One of my research interests is to reconsider current accounts of the religious history of Andalusia in light of the unexamined writings of 12th - 13th century medieval scholars such as Ibn Barrajan, Ibn al-Mar’a, and al-Tilimsani.

What are your recent or upcoming publications or projects?  Is there anything new you are working on?

I have recently completed an English translation and parallel Arabic critical edition of a major Sufi metaphysical treatise on the divine names, entitled The Names of God: A Mystical Theology of the Divine Names in the Qurʾān by al-Tilimsānī (d. 1291). My book is the first study of a key Sufi treatise on the divine names, and it sheds much light on our understanding of the full flowering of Islamic learned discourses under the Mamluk Sultanate in Egypt and Syria in the pivotal thirteenth century. Working closely on this major text by ʿAfīf al-Dīn al-Tilimsānī, who was a celebrated North African poet and a student of Ibn ʿArabī, has allowed me to reconstruct the social and intellectual history of Ibn ʿArabī’s circle of core disciples in Mamluk Cairo and Damascus.

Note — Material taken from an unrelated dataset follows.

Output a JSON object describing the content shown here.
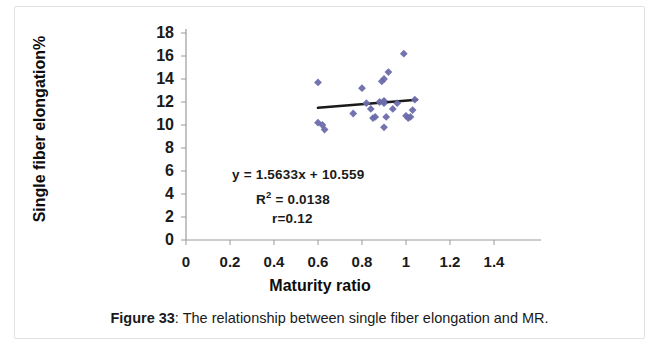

My future research projects bring together a number of my areas of interest in virtue ethics, Sufi theology, and philosophical theology. I am currently working on a monograph entitled, Beyond VirtueThe Sufi Ashʿarite Ethics of Ibn al-Marʾa of Málaga (d. 1214). This study is one of my most exciting discoveries to date, as it fills a major lacuna in our understanding of the so-called “Shūdhiyya school of Sufism” that developed in Almohad al-Andalus in the absence of Ibn ʿArabī and other like-minded mystics who had already settled in the Islamic East.

I am currently also exploring the renewal and continuity of Sufi thought in contemporary Morocco, having translated a number of works by the contemporary Moroccan Shadhili Sufi master Mohamed Faouzi al-Karkari.


What do you enjoy about teaching and living in Chicago -- now that you've been here for a few years to experience all the seasons and gotten to know the city?

Chicago is the most diverse city I've ever lived in. It has a very large, multi-ethnic, multi-cultural Muslim community, and there are wonderful community initiatives and opportunities. 

I have loved teaching my daughters how to swim in lake Michigan, and we enjoy going ice skating and horseback riding too.  There are such beautiful neighborhoods in the city as well as world class museums to explore.  I have also appreciated teaching in the University’s study abroad programs, which has afforded me the chance to take my family to Morocco, Spain, and Vienna.

How are you approaching your work these days?

The combination of historical-contextual analysis, synthetic and exegetical interpretation, and meticulous philological work that characterize my research has led me to articulate arguments that help to reconfigure and refocus the field’s understanding of the history of medieval Islamic thought in al-Andalus.

First, in all my work I seek to engage, analyze, and present abstract ideas and complex religious and philosophical worldviews that are steeped in a variety of legal, theological, philosophical, and mystical traditions. I devote great attention to the doctrinal substance of the texts that I study and the curve of development in the thought of particular figures or schools of thought. Second, I am attentive to the socio-political and historical context in which these medieval texts are produced and consumed. My work advances conversations on the intellectual and sociopolitical history of al-Andalus and North Africa, and it is part of an ongoing scholarly effort to rethink simplistic but long-held – and in origin colonialist – historiographical binaries between the “dynamic Arab” imperial heartland at the center of scholarly production, and the passive borderlands on the receiving ends of civilizational flowering. Third, I am a proficient editor and translator of primary texts, without which I cannot advance in my research nor can the field as a whole. For unlike many other areas in religious studies, the study of premodern Islamic thought remains in a relative state of infancy and only a tiny sliver of the massive surviving textual tradition has been explored. My methodological approach is thus geared toward textualists and intellectual historians alike.